Melanie Johnston-Hollitt – Director Murchison Widefield Array

Building big telescopes to unravel the structure of the Universe

Professor Melanie Johnston-Hollitt studies cosmic magnetism and galaxy clusters, the largest gravitationally-bound structures in the Universe. But to do this, she is also involved in developing and building the scientific instruments needed to study the Universe in such detail.

About Professor Melanie Johnston-Hollitt

Melanie always intended to be an astrophysicist, but after starting out cleaning photomultiplier tubes to study cosmic rays at the Woomera Rocket Range, and then trying optical astronomy at the Anglo-Australian Telescope at Siding Springs Observatory, she settled on radio astronomy. She has since worked on the design and construction of several major international radio telescopes and is currently Director of the Murchison Widefield Array (MWA), the first operational pathfinder telescope for the Square Kilometre Array (SKA).

What drew her to science?

“It sounds like a terrible cliché,” Melanie admits, “but it started when I was about two, and my grandmother used to take me outside and show me the night sky, and tell me about the stars and the planets. I really loved it, so when my father suggested that I should follow that interest and become an astronomer, that’s what I decided to do. I was an extraordinarily stubborn kid, and I held onto that idea right through school, aiming to eventually do a PhD in astrophysics.”

Research with supercomputers

Melanie has been constrained by computation her entire career. She explains: “During my PhD, I’d make observations at the telescope, but then have to go to CSIRO to process the data, as their computer cluster was bigger than anything we had at the university at the time.”

“Eventually computing became more powerful, and there was a period about 10 years ago when you could produce and reduce astronomical data on your laptop. But now we’ve gone through a renaissance with radio astronomy, we’ve built a collection of new telescopes which produce absolutely prodigious amounts of data. Modern supercomputers are now absolutely necessary again to store, process and analyse it all.”

The way of working is basically the same as it was before, but the scale improvements are literally astronomical. Putting it in perspective, Melanie reflects: “For my PhD it took me three years to collect my data and I ended up with just nine data points to draw my conclusions from. My students can now get that amount of data and that result in a day, just because the telescopes have got much better, and the processing has got so much faster. We’re getting closer to the answers than we’ve ever been able to before.”

Real-world solutions

While Melanie is trying to understand the history of how magnetism arose in the Universe, and how magnetism affects astronomical processes today, particularly in galaxy clusters, much of her research is working out how to scale up processing the data from these modern telescopes. Algorithm development and optimisation are critical to make the most effective use of modern instruments and make next-generation telescopes like the SKA possible.

It’s at the intersection of astronomy, physics, computing and mathematics that down-to-Earth applications occur.

“We’re driven by curiosity, and curious about things that are really hard to understand, like galaxy evolution. But in the process of trying to answer our questions, we develop technology that is useful in so many other ways too. People who want to understand the physics of the Universe have come up with algorithms that led to our current Wi-Fi standards. Interferometry, the fundamental technique that modern radio astronomy is based on, is now used in medical imaging, and has been revolutionising diagnostic medicine and human healthcare in just the last 10–20 years. And through studying our ionosphere and working out how it distorts the radio signals we’re trying to measure, radio astronomers have enabled accurate transmissions of signals from satellites to the ground, which underpins our Global Positioning Systems (GPS).”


▸ GOAL OF THE EXERCISE: Each line from the one that has "locate *window*" through the end of the entries below must be written out exactly; leave out all other lines.

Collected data
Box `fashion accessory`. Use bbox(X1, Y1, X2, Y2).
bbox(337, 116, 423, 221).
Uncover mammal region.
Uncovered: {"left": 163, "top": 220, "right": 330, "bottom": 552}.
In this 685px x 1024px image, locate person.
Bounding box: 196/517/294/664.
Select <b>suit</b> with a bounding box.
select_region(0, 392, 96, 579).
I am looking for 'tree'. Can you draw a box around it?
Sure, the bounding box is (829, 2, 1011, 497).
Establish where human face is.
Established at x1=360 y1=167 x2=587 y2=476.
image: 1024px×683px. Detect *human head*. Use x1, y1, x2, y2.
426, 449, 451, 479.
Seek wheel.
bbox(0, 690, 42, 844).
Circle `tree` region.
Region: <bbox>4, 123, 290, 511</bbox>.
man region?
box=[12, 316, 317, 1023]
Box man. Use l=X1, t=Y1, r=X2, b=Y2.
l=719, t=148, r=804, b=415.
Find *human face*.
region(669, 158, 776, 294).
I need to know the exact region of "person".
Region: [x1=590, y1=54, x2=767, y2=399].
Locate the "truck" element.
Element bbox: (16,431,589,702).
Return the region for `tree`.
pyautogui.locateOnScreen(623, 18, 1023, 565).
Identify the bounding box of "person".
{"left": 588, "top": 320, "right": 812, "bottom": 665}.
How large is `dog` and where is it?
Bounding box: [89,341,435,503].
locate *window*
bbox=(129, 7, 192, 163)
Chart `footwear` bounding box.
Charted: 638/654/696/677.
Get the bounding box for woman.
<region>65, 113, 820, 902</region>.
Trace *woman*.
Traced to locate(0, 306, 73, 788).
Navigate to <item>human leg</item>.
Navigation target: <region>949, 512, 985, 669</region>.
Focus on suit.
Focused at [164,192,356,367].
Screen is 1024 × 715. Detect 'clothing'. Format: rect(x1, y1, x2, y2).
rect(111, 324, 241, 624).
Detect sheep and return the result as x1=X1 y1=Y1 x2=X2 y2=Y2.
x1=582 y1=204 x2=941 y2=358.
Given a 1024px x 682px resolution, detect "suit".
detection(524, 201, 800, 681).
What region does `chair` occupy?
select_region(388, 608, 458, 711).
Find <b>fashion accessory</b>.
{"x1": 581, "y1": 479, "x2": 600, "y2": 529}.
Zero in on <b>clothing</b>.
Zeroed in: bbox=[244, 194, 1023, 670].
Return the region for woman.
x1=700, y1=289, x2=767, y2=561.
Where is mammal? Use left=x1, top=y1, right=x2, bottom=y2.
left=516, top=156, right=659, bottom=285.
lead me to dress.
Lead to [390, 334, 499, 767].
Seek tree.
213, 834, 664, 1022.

▸ TASK RESULT:
locate *window*
bbox=(129, 7, 192, 163)
Chart `footwear` bounding box.
Charted: 638/654/696/677.
Get the bounding box for woman.
<region>65, 113, 820, 902</region>.
Trace *woman*.
Traced to locate(0, 306, 73, 788).
Navigate to <item>human leg</item>.
Navigation target: <region>949, 512, 985, 669</region>.
Focus on suit.
Focused at [164,192,356,367].
Screen is 1024 × 715. Detect 'clothing'. Format: rect(x1, y1, x2, y2).
rect(111, 324, 241, 624).
Detect sheep and return the result as x1=X1 y1=Y1 x2=X2 y2=Y2.
x1=582 y1=204 x2=941 y2=358.
Given a 1024px x 682px resolution, detect "suit".
detection(524, 201, 800, 681).
What region does `chair` occupy?
select_region(388, 608, 458, 711).
Find <b>fashion accessory</b>.
{"x1": 581, "y1": 479, "x2": 600, "y2": 529}.
Zero in on <b>clothing</b>.
Zeroed in: bbox=[244, 194, 1023, 670].
Return the region for woman.
x1=700, y1=289, x2=767, y2=561.
Where is mammal? Use left=x1, top=y1, right=x2, bottom=y2.
left=516, top=156, right=659, bottom=285.
lead me to dress.
Lead to [390, 334, 499, 767].
Seek tree.
213, 834, 664, 1022.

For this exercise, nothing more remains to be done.